Skip to content

System Overview

FileFlux follows a hub-and-spoke architecture where the backend acts as the central coordinator.

High-Level Architecture

graph TB
    subgraph "Endpoints"
        A1[Agent 1<br/>Linux Server]
        A2[Agent 2<br/>Windows Desktop]
        A3[Agent N<br/>macOS Workstation]
    end

    subgraph "FileFlux Platform"
        FE[Frontend<br/>Lit + Vite]
        BE[Backend<br/>Go + gorilla/mux]
        DB[(PostgreSQL)]
        BE -->|SQL| DB
        FE -->|REST| BE
    end

    A1 -->|WebSocket + HTTPS| BE
    A2 -->|WebSocket + HTTPS| BE
    A3 -->|WebSocket + HTTPS| BE

    U[User / Admin] -->|Browser| FE

Dual Transport

Every agent connects via WebSocket for low-latency real-time communication. In networks where firewalls or proxies block WebSocket upgrades, agents automatically fall back to HTTPS Long-Polling — ensuring reliable connectivity in any enterprise environment.

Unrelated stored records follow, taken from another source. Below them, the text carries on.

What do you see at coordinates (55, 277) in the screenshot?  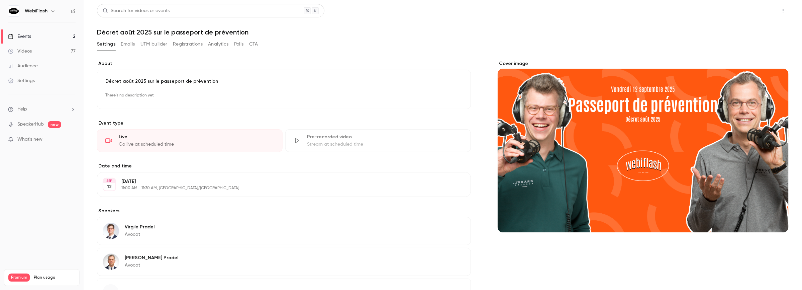 I see `span: Plan usage` at bounding box center [55, 277].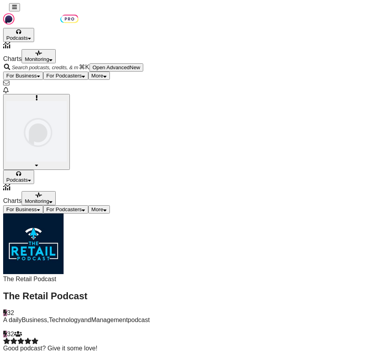 This screenshot has width=372, height=361. I want to click on svg: Add a profile image, so click(37, 97).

Component Responsibilities

Component Technology Responsibility
Backend Go, gorilla/mux API server, WebSocket hub, job scheduling, transfer coordination
Frontend Lit, TypeScript, Vite Web UI for management and monitoring
Agent Go, flag (stdlib) Endpoint process for file operations
Database PostgreSQL 16 Persistent storage for all state

Communication Patterns

Path Protocol Purpose
Frontend → Backend REST over HTTPS CRUD operations, authentication
Backend → Frontend REST (Polling) Transfer updates, agent status
Agent ↔ Backend WebSocket (primary) Real-time command & control, heartbeat, file transfer
Agent ↔ Backend HTTPS Long-Polling (fallback) Automatic fallback for restricted networks
Agent ↔ Backend WebSocket (binary frames) Chunked file transfer with zstd/LZ4 compression

Adaptive Transport — Zero Configuration

Agents use auto-detection by default (transport_mode: auto):

  1. Attempt WebSocket connection (low-latency, bidirectional)
  2. If blocked → seamless fallback to HTTPS Long-Polling
  3. Background probe every 5 minutes → auto-upgrade back to WebSocket

This ensures zero-touch deployment in any network environment — from open dev setups to locked-down corporate networks behind proxies.

Data Flow: File Transfer

sequenceDiagram
    participant User
    participant Frontend
    participant Backend
    participant SourceAgent
    participant DestAgent

    User->>Frontend: Click "Run Job"
    Frontend->>Backend: POST /api/jobs/:id/run
    Backend->>Backend: Create transfer records
    Backend->>SourceAgent: transfer_request (via WS or HTTPS)
    SourceAgent->>SourceAgent: Read file, split into chunks
    loop For each chunk
        SourceAgent->>Backend: Binary frame (57-byte header + compressed data)
        Backend->>DestAgent: Binary frame (relayed)
        DestAgent->>Backend: chunk_ack
    end
    DestAgent->>Backend: transfer_complete + SHA-256 hash
    Backend->>Frontend: Transfer status available via REST
    Frontend->>User: Show success ✅

Transport-Agnostic

The transfer flow works identically regardless of whether agents are connected via WebSocket or HTTPS polling. The backend's dispatcher layer abstracts the transport — agents receive commands and deliver data through whichever channel is available.

Design Principles

Principle What It Means
Backend as Relay All file data flows through the backend. Agents never communicate directly — ensuring full audit trails and centralized monitoring.
Dual Transport Agents connect via WebSocket (primary) or HTTPS Long-Polling (fallback). Transport is auto-detected — zero manual configuration.
Stateless Agents Agents hold no persistent state. All state lives in PostgreSQL — making agents disposable and easy to redeploy.
Chunked + Compressed Files are split into 8 MB chunks with zstd/LZ4 compression and per-chunk SHA-256 verification — enabling resumable, integrity-verified transfers.
Event-Driven Internal event bus decouples components — making the system extensible and testable.
Interface-Based All external dependencies are behind Go interfaces — enabling thorough unit testing without infrastructure.